Yin-YangA couple of district court decisions from late February should both comfort and warn ADA defendants. Gutierrez v. Chung, 2013 WL 655141 (E.D. Cal. 2013) reminds us that settlement alone doesn’t resolve an ADA violation. The only permanent solution is remediation. National Alliance for Accessibility, Inc. v. Millbank Hotel Partners, 2013 WL 653955 (D. Md. 2013), on the other hand, shows how to attack the boilerplate pleadings found in almost all ADA lawsuits.

Gutierrez v. Chung is one of a pair of lawsuits filed against overlapping defendants who owned or operated a shopping center. Both lawsuits were filed by the same attorney, and the allegations were very similar, although so vague that a true identity of claims could not be established from the pleadings alone. The other case, Morales v. Young Bae Chung, et al., 1:12–cv–01335–AWI–GSA (E.D.Cal. 2012), was settled and dismissed with prejudice. Shortly thereafter the defendants moved for dismissal of the Gutierrez case based on res judicata.  They argued that the claims in the two lawsuits were identical, the plaintiffs had the same lawyer, and that the dismissal of the first lawsuit with prejudice was an adjudication that bound Mr. Gutierrez.

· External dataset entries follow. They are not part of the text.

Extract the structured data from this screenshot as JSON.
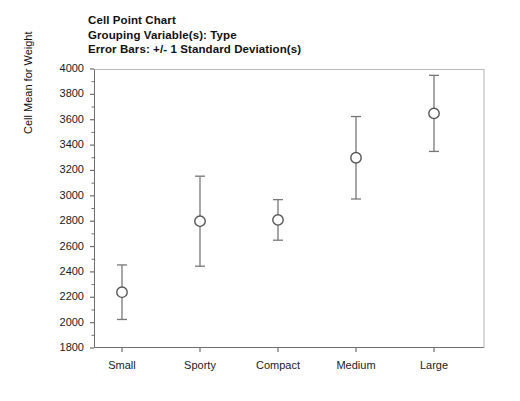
{
  "title": {
    "lines": [
      "Cell Point Chart",
      "Grouping Variable(s): Type",
      "Error Bars: +/- 1 Standard Deviation(s)"
    ]
  },
  "axes": {
    "y_title": "Cell Mean for Weight",
    "y_ticks": [
      "4000",
      "3800",
      "3600",
      "3400",
      "3200",
      "3000",
      "2800",
      "2600",
      "2400",
      "2200",
      "2000",
      "1800"
    ]
  },
  "chart_data": {
    "type": "scatter",
    "title": "Cell Point Chart",
    "subtitle": "Grouping Variable(s): Type",
    "annotation": "Error Bars: +/- 1 Standard Deviation(s)",
    "xlabel": "",
    "ylabel": "Cell Mean for Weight",
    "ylim": [
      1800,
      4000
    ],
    "ytick_step": 200,
    "grid": false,
    "legend": false,
    "error_bars": "+/- 1 Standard Deviation(s)",
    "marker": "open-circle",
    "categories": [
      "Small",
      "Sporty",
      "Compact",
      "Medium",
      "Large"
    ],
    "values": [
      2240,
      2800,
      2810,
      3300,
      3650
    ],
    "errors": [
      215,
      355,
      160,
      325,
      300
    ],
    "lower": [
      2025,
      2445,
      2650,
      2975,
      3350
    ],
    "upper": [
      2455,
      3155,
      2970,
      3625,
      3950
    ],
    "series": [
      {
        "name": "Cell Mean for Weight",
        "points": [
          {
            "category": "Small",
            "mean": 2240,
            "sd": 215,
            "lower": 2025,
            "upper": 2455
          },
          {
            "category": "Sporty",
            "mean": 2800,
            "sd": 355,
            "lower": 2445,
            "upper": 3155
          },
          {
            "category": "Compact",
            "mean": 2810,
            "sd": 160,
            "lower": 2650,
            "upper": 2970
          },
          {
            "category": "Medium",
            "mean": 3300,
            "sd": 325,
            "lower": 2975,
            "upper": 3625
          },
          {
            "category": "Large",
            "mean": 3650,
            "sd": 300,
            "lower": 3350,
            "upper": 3950
          }
        ]
      }
    ]
  },
  "colors": {
    "axis": "#6e6e6e",
    "marker": "#555555",
    "error_bar": "#777777",
    "text": "#1a1a1a"
  }
}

The Court rejected this argument. It found there was no identity of claims between the suits in part because the Gutierrez lawsuit included some different defendants, and in part because allegations about common areas in the shopping center were not sufficiently clear to know whether they overlapped. The Court also rejected the idea that merely because the two defendants had the same lawyer Mr. Morales adequately represented Mr. Gutierrez’s interests.  The warning to defendant property owners is clear. As I have observed before, there is no shortage of disabled plaintiffs. Lawyers are precluded by most ethical codes from agreeing not to file future lawsuits, so while a property owner can settle with a plaintiff, it cannot settle with the lawyer in a way that will prevent future litigation. There is no form of temporary victory, whether by dismissal or settlement, that will prevent a later lawsuit. The only truly effective defense to ADA claims is remediation of real barriers to access.

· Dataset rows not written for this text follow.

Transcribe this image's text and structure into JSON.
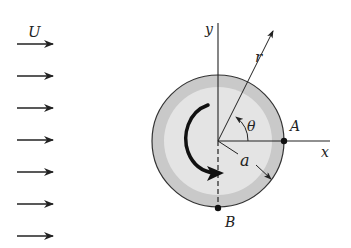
{
  "diagram": {
    "flow": {
      "label": "U",
      "arrow_count": 7,
      "arrow_y": [
        44,
        76,
        108,
        140,
        172,
        204,
        236
      ]
    },
    "cylinder": {
      "center": [
        218,
        141
      ],
      "radius": 66,
      "outer_color": "#c9c9c9",
      "inner_color": "#e4e4e4",
      "rotation": "clockwise"
    },
    "axes": {
      "x_label": "x",
      "y_label": "y"
    },
    "labels": {
      "radius_vector": "r",
      "angle": "θ",
      "cylinder_radius": "a",
      "point_a": "A",
      "point_b": "B"
    },
    "colors": {
      "line": "#222222",
      "background": "#ffffff"
    }
  }
}
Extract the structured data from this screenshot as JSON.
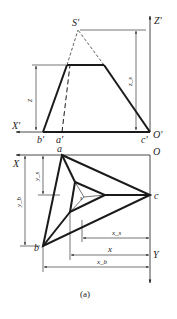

Alliance for Accessibility, Inc. v. Millbank Hotel Partners shows how a court taking a common sense approach to vague pleadings can reasonably conclude that an ADA plaintiff lacks standing. Last week I observed how the court in Hunter v. Branch Banking & Trust Co., 2013 WL 607151 (N.D. Tex. 2013) treated serial litigation as casting doubt on an intent to return to the allegedly non-compliant facility. AAI v. Millbank found that the intent to return was sufficiently alleged, but that a likely future encounter with the alleged access barriers was not. The Court took judicial notice of the plaintiff’s many prior suits and their boilerplate allegations. Because the allegations included only categories of alleged violations rather than naming specific violations the Court found the plaintiff had not satisfied the Iqbal/Twombly requirement that the plaintiff allege more than a mere “possibility” of future harm. It wrote:

Payne fails to allege the specific facts surrounding her encounters with noncompliant facilities that caused her injury. . . She also fails to allege a specific future intent to use any of the allegedly noncompliant facilities. . . Without these facts, and armed only with boilerplate statements that certain violations of the ADA exist, Plaintiff’s fail to demonstrate more than a “mere possibility” of future harm.

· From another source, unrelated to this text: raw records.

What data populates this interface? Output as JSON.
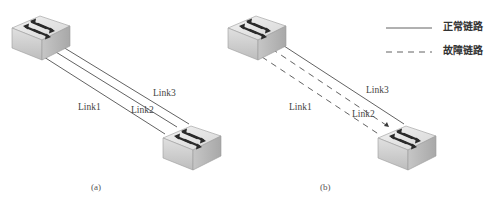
{
  "diagram_a": {
    "caption": "(a)",
    "links": [
      {
        "label": "Link1",
        "style": "solid"
      },
      {
        "label": "Link2",
        "style": "solid"
      },
      {
        "label": "Link3",
        "style": "solid"
      }
    ]
  },
  "diagram_b": {
    "caption": "(b)",
    "links": [
      {
        "label": "Link1",
        "style": "dashed"
      },
      {
        "label": "Link2",
        "style": "dashed"
      },
      {
        "label": "Link3",
        "style": "solid"
      }
    ]
  },
  "legend": {
    "items": [
      {
        "label": "正常链路",
        "style": "solid"
      },
      {
        "label": "故障链路",
        "style": "dashed"
      }
    ]
  },
  "colors": {
    "line": "#3a3a3a",
    "switch_top": "#e4e4e4",
    "switch_front": "#cfcfcf",
    "switch_side": "#b5b5b5",
    "arrow": "#2a2a2a"
  }
}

Of course, as Gutierrez reminds us, the defendant in AAI v. Millbank may have won the battle without finding a permanent solution. In some cases though the battle is worth fighting if for no other reason than it gives the defendant some breathing room in which to correct ADA problems without the threat of paying the plaintiff’s attorney’s fees. The Court has given ADA litigators another tool to use against mass-produced litigation that may or may not have any connection to real barriers to access.